The S-6B instruments, such as the radar altimeter, will collect observations of oceanography data by bouncing signals off the ocean surface to make fundamental and precise measurements of sea level, wave heights and marine winds. These include measurements of ocean topography (sea surface height), atmospheric water vapor, and global navigation satellite systems (GNSS), which will collect more detailed information about atmospheric temperature and water vapor.

S-6B Ocean Data for Users

NESDIS’s Center for Satellite Applications and Research (STAR) products and tools, like the radar altimeter instrument on S-6B, support operations and forecasts at the National Weather Service’s (NWS) Ocean Prediction Center. Other partners include NOAA’s National Hurricane and Environmental Modeling Centers, the U.S. Navy, NOAA’s National Ocean Service (NOS), as well as NOAA’s National Marine Fisheries Service (NMFS) and other oceanographers working at universities and other research institutes. 

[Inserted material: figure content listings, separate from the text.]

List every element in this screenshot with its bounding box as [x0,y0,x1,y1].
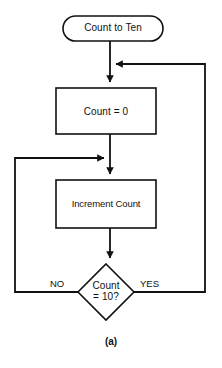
process-init-label: Count = 0 [56,106,156,117]
decision-label-line-2: = 10? [93,291,119,302]
figure-caption: (a) [0,336,222,347]
branch-no-label: NO [50,278,64,289]
flowchart-figure: Count to Ten Count = 0 Increment Count C… [0,0,222,368]
process-increment-label: Increment Count [54,198,158,209]
decision-check-label: Count= 10? [81,281,131,302]
decision-label-line-1: Count [92,280,119,291]
flowchart-canvas [0,0,222,368]
terminal-start-label: Count to Ten [63,22,163,33]
branch-yes-label: YES [140,278,159,289]
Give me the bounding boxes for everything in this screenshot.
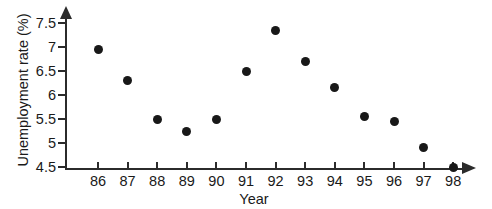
data-point [301, 57, 310, 66]
data-point [212, 115, 221, 124]
data-point [271, 26, 280, 35]
data-point [419, 143, 428, 152]
data-point [390, 117, 399, 126]
data-point [449, 163, 458, 172]
data-point [330, 83, 339, 92]
data-point [123, 76, 132, 85]
data-point [242, 67, 251, 76]
plot-area [0, 0, 492, 209]
data-point [153, 115, 162, 124]
data-point [360, 112, 369, 121]
unemployment-rate-scatter-chart: 7.576.565.554.5 Unemployment rate (%) 86… [0, 0, 492, 209]
data-point [182, 127, 191, 136]
data-point [94, 45, 103, 54]
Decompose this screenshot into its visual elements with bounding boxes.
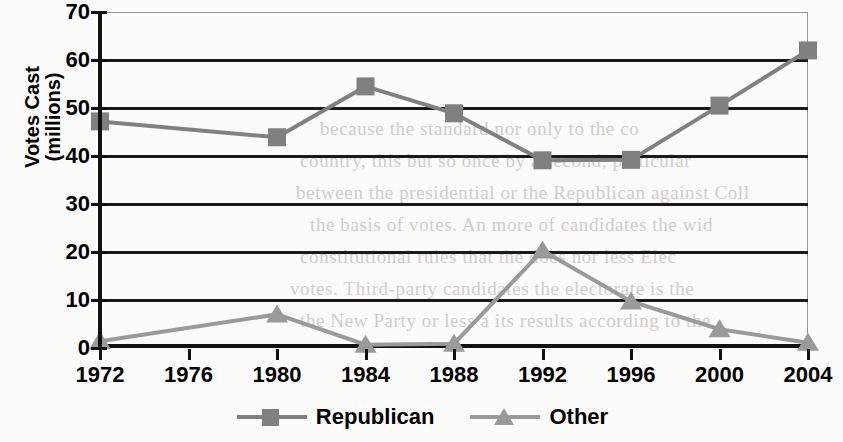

The data will be used directly in marine forecasts, providing vital information on severe winds and waves in real-time, and fed into hurricane and weather models. It will be combined with sea surface temperature in STAR’s Ocean Heat Content algorithms, to be used for tropical storm and hurricane intensity forecasting. Long term records of sea level are used in seasonal weather prediction such as predictions of El Niño and La Niña. Data is provided within a few hours of overpass, and then updated with increasing accuracy at two to three days and longer periods.   

The high accuracy of the S-6B instruments like the radar altimeter allows measurements to be made very close to the coast, making this data valuable to NOAA and its partners.